O’Carroll’s only concern when his series was offered the BBC slot was that it should retain the energy and vitality of the stage show that preceded it. “I thought it was only fair to the audience that what they saw was a fair representation of what they would see if they came to the stage show,” he has said. “The last thing I wanted to do was do a sanitised version of Mrs Brown and have a nice audience coming to the theatre and saying, ‘Holy shit, what it this?’ But the BBC supported us all the way. We shoot it from start to finish without stopping. I wanted it to have a raw edge. It’s old-fashioned-style comedy but with a modern edge.”

Despite the now predictable press reviews of his work, the BBC is heralding O’Carroll’s show as the type of programme it used to be criticised for never trying to make. What is most exciting executives is that A1 rating of 85 out of 100 – the first time, apparently, that a sitcom has scored so highly for the station.

For Cohen the show is “laugh-out-loud funny”, and he was eager to tie O’Carroll down to a second series before the first series was screened.

MRS BROWN HAS been good to O’Carroll. The foul-mouthed Irish matriarch who delights in interfering in every move of her five grown children’s lives made her first appearance in a five-minute comedy slot on RTÉ Radio 2 in 1999. Since then she has spawned numerous stage shows, a small library of books and even a film starring Anjelica Huston.

The character is based on O’Carroll’s mother, Maureen, who was the first female Labour TD elected to the Dáil and was Labour’s chief whip from 1954 to 1957. O’Carroll sees Agnes Brown as “my mother – with all her wisdom but not her education”.

Brought up in Finglas as the youngest of 11 children, O’Carroll only did his first stand-up show when he was 35. For the previous 22 years he had worked as a waiter.

He has made and lost a fortune over the past 20 years, and was even involved in plans to create a new airline company, but, despite the heights he has now reached, he says he still wakes up every morning thinking “this is the day they will find out I am really a waiter and not a writer – and they’ll want their money back”.

He had to leave school at the age of 12 because of his dyslexia, and he says “being a writer is nothing to do with using the correct tense or being able to spell properly – those are things you can learn. Being a writer is about being able to tell a story, and you can’t learn that.”

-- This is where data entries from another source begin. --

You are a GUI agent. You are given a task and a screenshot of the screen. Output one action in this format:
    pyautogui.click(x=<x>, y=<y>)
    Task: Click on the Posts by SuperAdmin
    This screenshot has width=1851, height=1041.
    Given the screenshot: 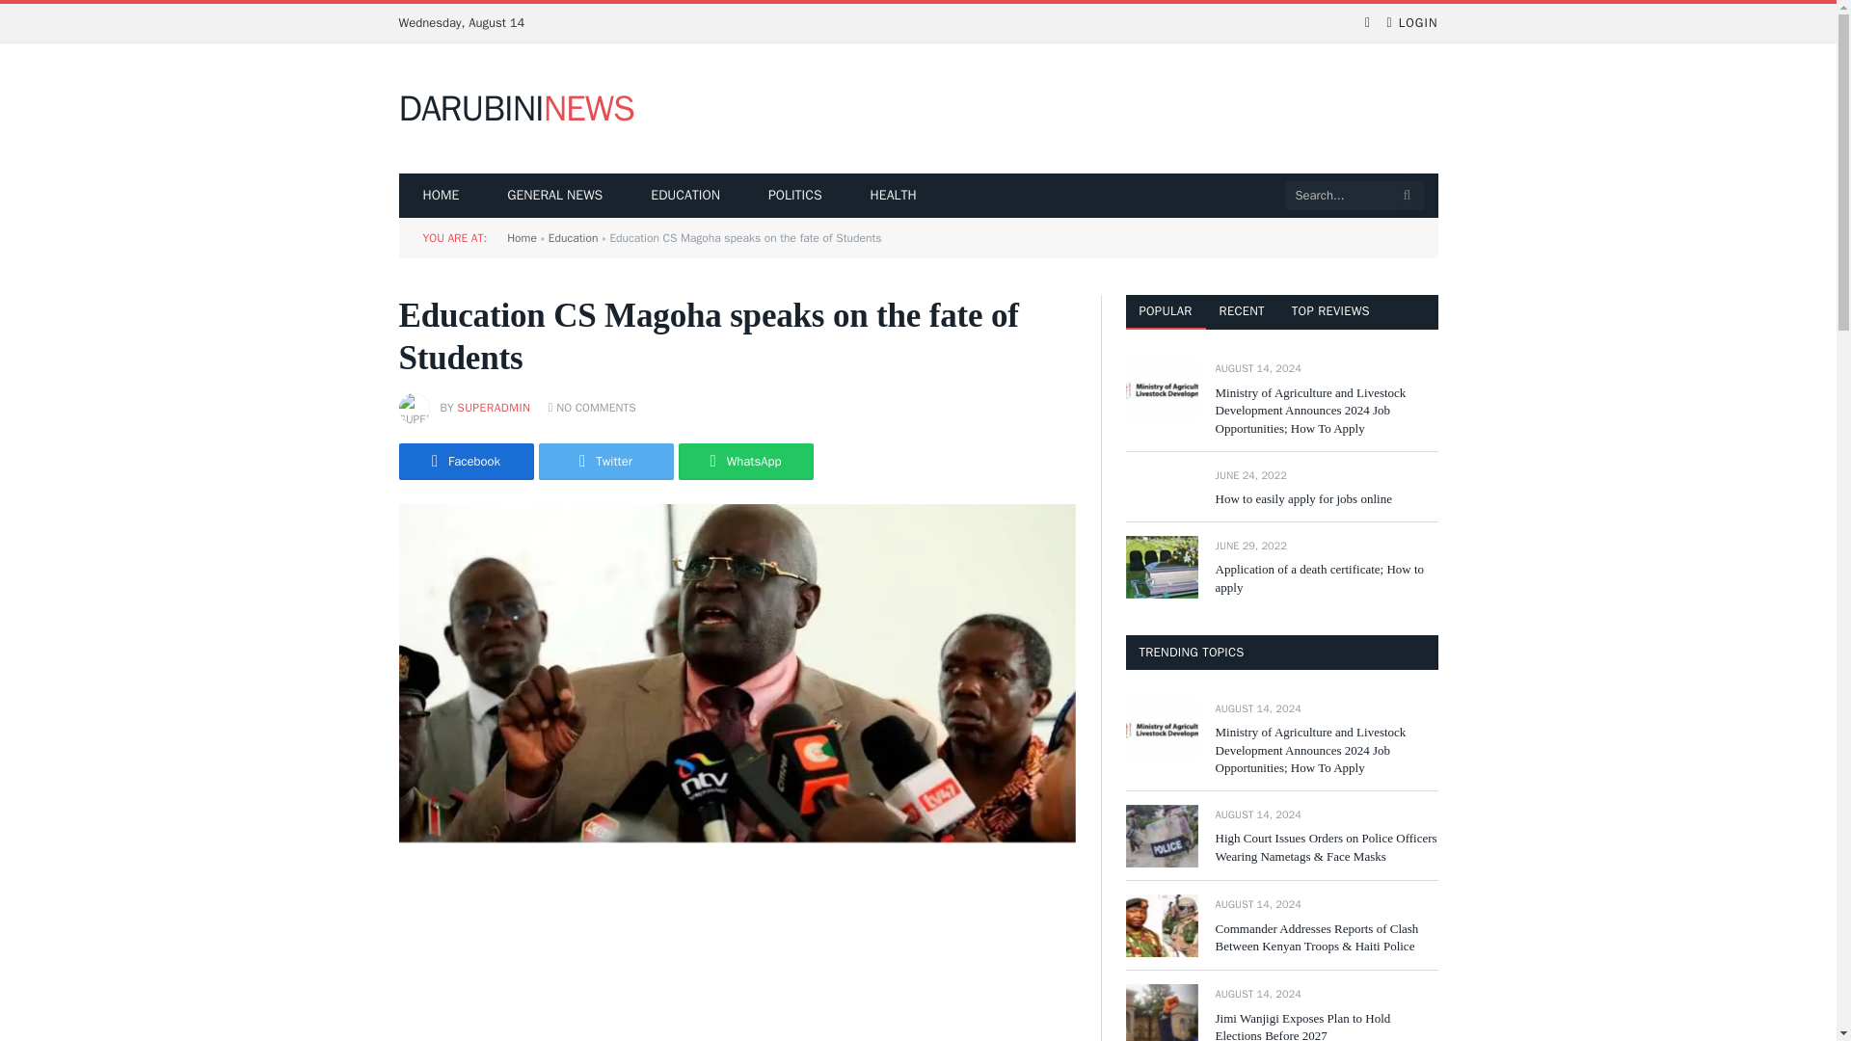 What is the action you would take?
    pyautogui.click(x=493, y=407)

For the last 12 years he has been telling Mrs Brown’s story to Irish audiences. But the plot has taken a dramatic turn, and O’Carroll is being described as Britain’s most exciting newcomer.

Curriculum vitae

NameBrendan O'Carroll.

OccupationVariously a waiter and a milkman before a breakthrough appearance on The Late Late Showin the 1990s launched his comedy career.

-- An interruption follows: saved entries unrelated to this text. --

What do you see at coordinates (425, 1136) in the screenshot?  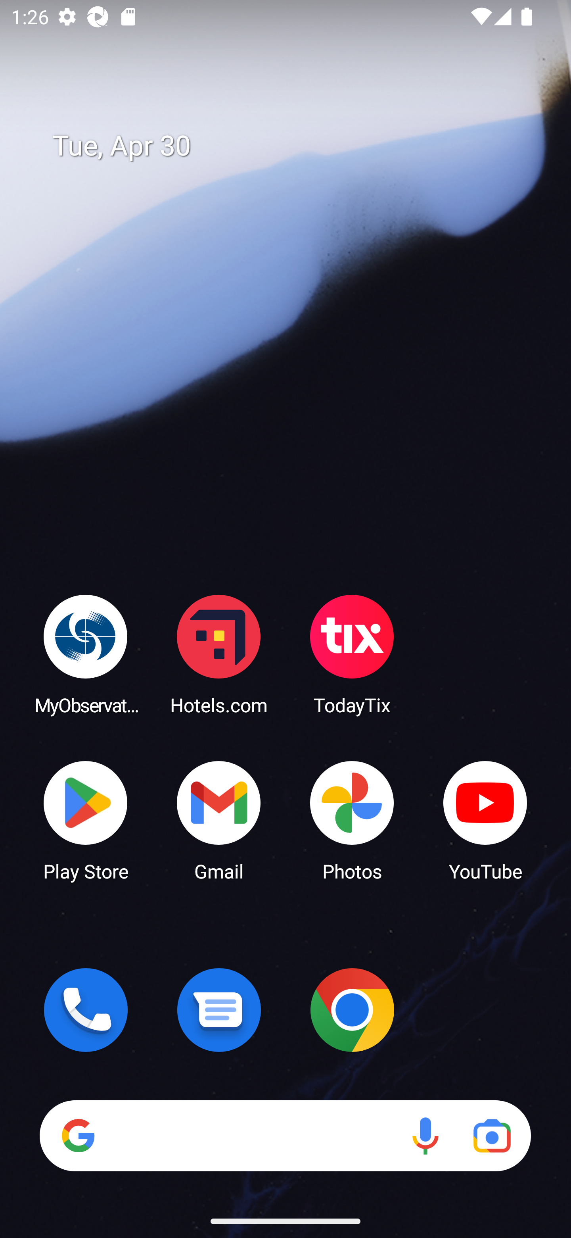 I see `Voice search` at bounding box center [425, 1136]. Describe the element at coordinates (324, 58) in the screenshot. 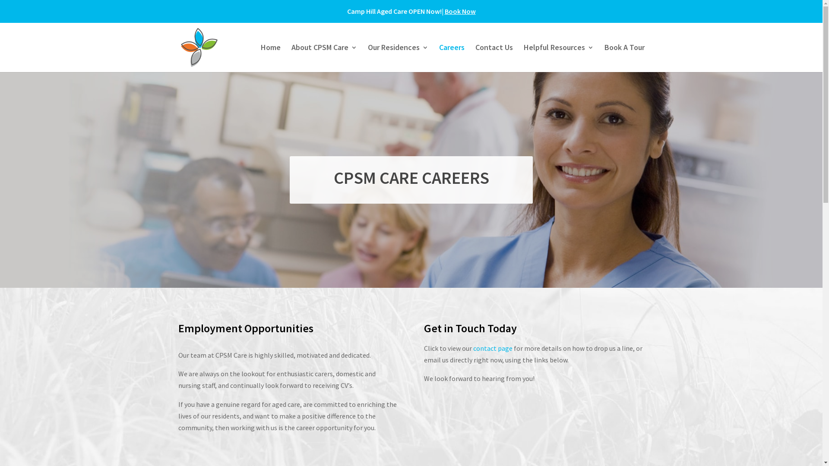

I see `About CPSM Care` at that location.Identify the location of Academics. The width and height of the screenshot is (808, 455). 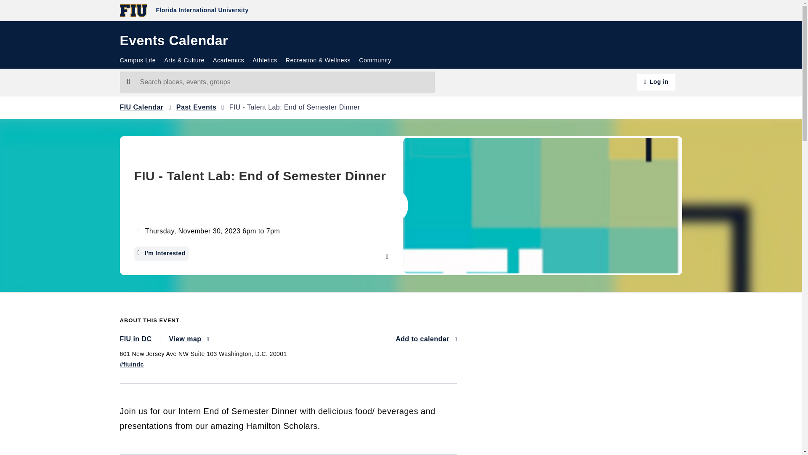
(228, 61).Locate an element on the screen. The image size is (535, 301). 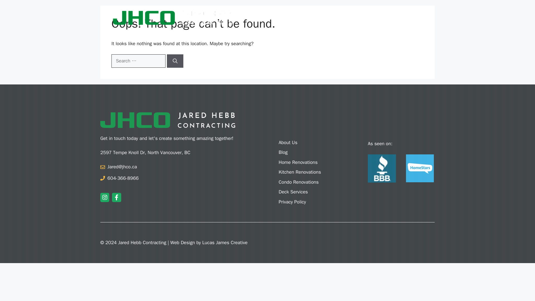
Deck Services is located at coordinates (312, 192). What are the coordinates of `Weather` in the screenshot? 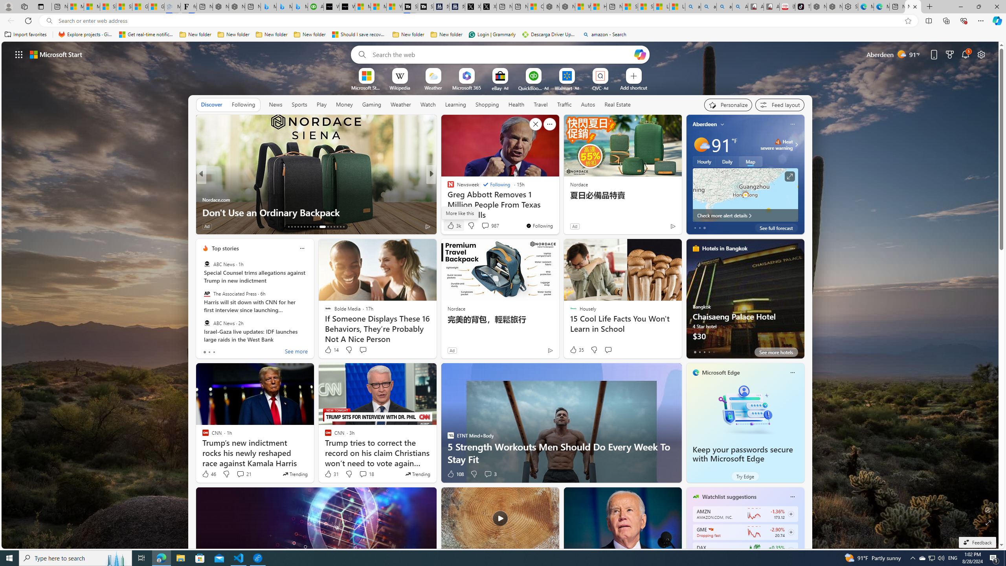 It's located at (401, 104).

Disliked byCritics who have described Mrs Brown's Boysas "nauseating", "lazy and self-indulgent", "old-fashioned and corny", "spectacularly unamusing and shockingly offensive".

Loved byRTÉ, as his show pulls in consistently high viewing figures; the BBC, which has a hit on its hands and has commissioned a second series; the Bafta committee that has just nominated Mrs Brown's Boysas its possible sitcom of the year; the paying public, who have made his three-week run at the Olympia Theatre in Dublin a sell-out and are beginning to do the same for his UK dates.

Little-known factHe has an IQ that places him in the top 2 per cent of the country's population and is a member of Mensa.